Tuesday, March 22, 2011

Analysis 3: Lost in Context

In the essay "Death of the Author" Barthes calls for the importance of the text above the author or of the biography and history of the text.  He stresses the importance of the text itself, that it must be approached with a clear mind, not weighed down by the knowledge of the authors struggles or the political mind set of the time period.  He also says that any story is trapped in the context of the medium, and that all narratives and language are quilts of what has already been seen, written, or said already.  He stresses that language in itself is a prison, but working inside that prison one can still develop something original.
Iser's essay "Interaction Between Text and Reader" suggests that during the reading of any text the reader most play the part of an active participant.  That the characters, what is shown, what is said, and what is unsaid, all come together on the focus of the reader and it is this process of actively reading and constructing the story that creates the interaction.  He says that the text tells the reader through a process of showing the reader and allowing the reader to infer which allows the reader to be an active component and allows each reading of the text to change. He says that the text is polysemantic and can have many meanings, and with out the reader each meaning less is pointless and the text is pointless.
Together the two authors create an understanding of the reader-response theory, in which the reader defines the work.  That being said i am choosing to preform a reader response analysis of the ending of the show "Lost".  I know nothing about the show, have never seen any episodes, and no nothing about the actors or directors.  I am simply going to conduct a reading of the text and with a combination of reader response and semiotics try and define or come to an understanding of what is transpiring.


The only line of dialogue is spoken by a bald male upon what appears to be the main character entering a church "We have been waiting for you".  This is then a pivotal part in understanding the text, while the scene changes between a dying man in a jungle, and a group gathered in a church, the only line is "we have been waiting for you".  This implies that the group in what appears to be a church had arrived before him and had been waiting for him to start what ever they have gathered together to do. Through a semiotic read, and by understanding the blank (that which is left unsaid), the audience can infer that this is the afterlife or heaven based on the credits showing a wrecked plane and the man dying in the forest.  That as well as the white wash when a man (who is possibly a pastor) leaves the church and enters a white celestial void.  While these things are not explained to the reader, it is inferred by illusions to other pop-culture t.v. shows and movies that show a white wash as the presence of heaven or death. The fact that one of the final scenes of the stumbling man is him closing his eyes, then the switch back to the church further stresses that the church symbolizes the after life, and it being a church must then be heaven.  The love interest and a room of friends are clearly gathered do to the familial way the group accepts the new comer and interacts almost as if they had all been through some trying event (possibly death on the airplane). So the scene then seems to be the passing of the man in the jungle and the acceptance of his ghost in the afterlife by his friends in heaven after a struggle (hinted at by his injured stumbling through the woods), and that he is the final member of the group before they can enter heaven.


That was a small semiotic reading of pheminology and the reader response theory.




Barthes, Roland. "Death of the Author". ed. Leitch, Vincent B. The Norton Anthology of Theory and Criticism. 2nd ed. New York: W. W. Norton &, 2010. Print. 
Iser, Wolfgang. "Interaction Between Text and Reader". ed. Leitch, Vincent B. The Norton Anthology of Theory and Criticism. 2nd ed. New York: W. W. Norton &, 2010. Print.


**Problem requirements:** Repeat the records below word for word and omit each image.

Record excerpts Start Marker

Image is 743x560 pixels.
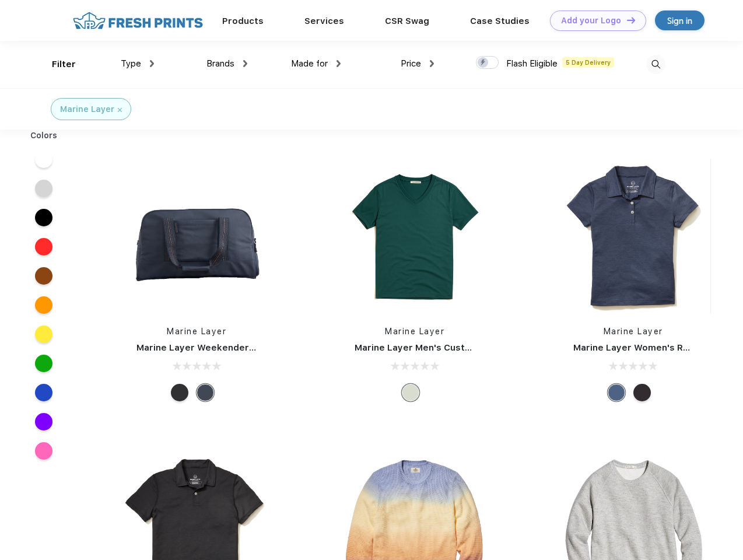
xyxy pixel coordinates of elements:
div: Any Color [402,384,419,401]
img: func=resize&h=266 [556,159,711,314]
div: Add your Logo [561,16,621,26]
img: dropdown.png [243,60,247,67]
div: Colors [22,130,66,141]
img: func=resize&h=266 [119,159,274,314]
span: 5 Day Delivery [562,57,614,68]
div: Filter [52,58,76,71]
div: Marine Layer [60,103,115,116]
img: filter_cancel.svg [118,108,122,112]
a: Marine Layer Weekender Bag [136,342,269,353]
img: DT [627,17,635,23]
img: desktop_search.svg [646,55,665,74]
a: Marine Layer [167,326,226,336]
span: Brands [207,59,234,69]
div: Phantom [171,384,188,401]
a: Marine Layer [385,326,444,336]
span: Flash Eligible [506,59,557,69]
img: dropdown.png [430,60,434,67]
a: Marine Layer Men's Custom Dyed Signature V-Neck [355,342,586,353]
div: Navy [197,384,214,401]
img: dropdown.png [150,60,154,67]
a: Products [223,16,264,26]
div: Black [633,384,651,401]
div: Sign in [667,14,692,28]
img: fo%20logo%202.webp [69,11,207,31]
div: Navy [607,384,625,401]
a: Marine Layer [603,326,663,336]
span: Type [120,59,141,69]
span: Made for [291,59,328,69]
a: Sign in [655,11,705,30]
img: dropdown.png [336,60,341,67]
span: Price [401,59,421,69]
a: Services [305,16,344,26]
img: func=resize&h=266 [337,159,492,314]
a: CSR Swag [385,16,429,26]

Record excerpts End Marker

**Answer section:**
Image is 743x560 pixels.
xyxy pixel coordinates of elements:
div: Any Color [402,384,419,401]
img: func=resize&h=266 [556,159,711,314]
div: Add your Logo [561,16,621,26]
img: dropdown.png [243,60,247,67]
div: Colors [22,130,66,141]
img: func=resize&h=266 [119,159,274,314]
span: 5 Day Delivery [562,57,614,68]
div: Filter [52,58,76,71]
div: Marine Layer [60,103,115,116]
img: filter_cancel.svg [118,108,122,112]
a: Marine Layer Weekender Bag [136,342,269,353]
img: DT [627,17,635,23]
img: desktop_search.svg [646,55,665,74]
a: Marine Layer [167,326,226,336]
span: Brands [207,59,234,69]
div: Phantom [171,384,188,401]
a: Marine Layer [385,326,444,336]
span: Flash Eligible [506,59,557,69]
img: dropdown.png [430,60,434,67]
a: Marine Layer Men's Custom Dyed Signature V-Neck [355,342,586,353]
div: Navy [197,384,214,401]
img: dropdown.png [150,60,154,67]
a: Products [223,16,264,26]
div: Black [633,384,651,401]
div: Sign in [667,14,692,28]
img: fo%20logo%202.webp [69,11,207,31]
div: Navy [607,384,625,401]
a: Marine Layer [603,326,663,336]
span: Type [120,59,141,69]
span: Made for [291,59,328,69]
a: Sign in [655,11,705,30]
img: dropdown.png [336,60,341,67]
span: Price [401,59,421,69]
a: Services [305,16,344,26]
img: func=resize&h=266 [337,159,492,314]
a: CSR Swag [385,16,429,26]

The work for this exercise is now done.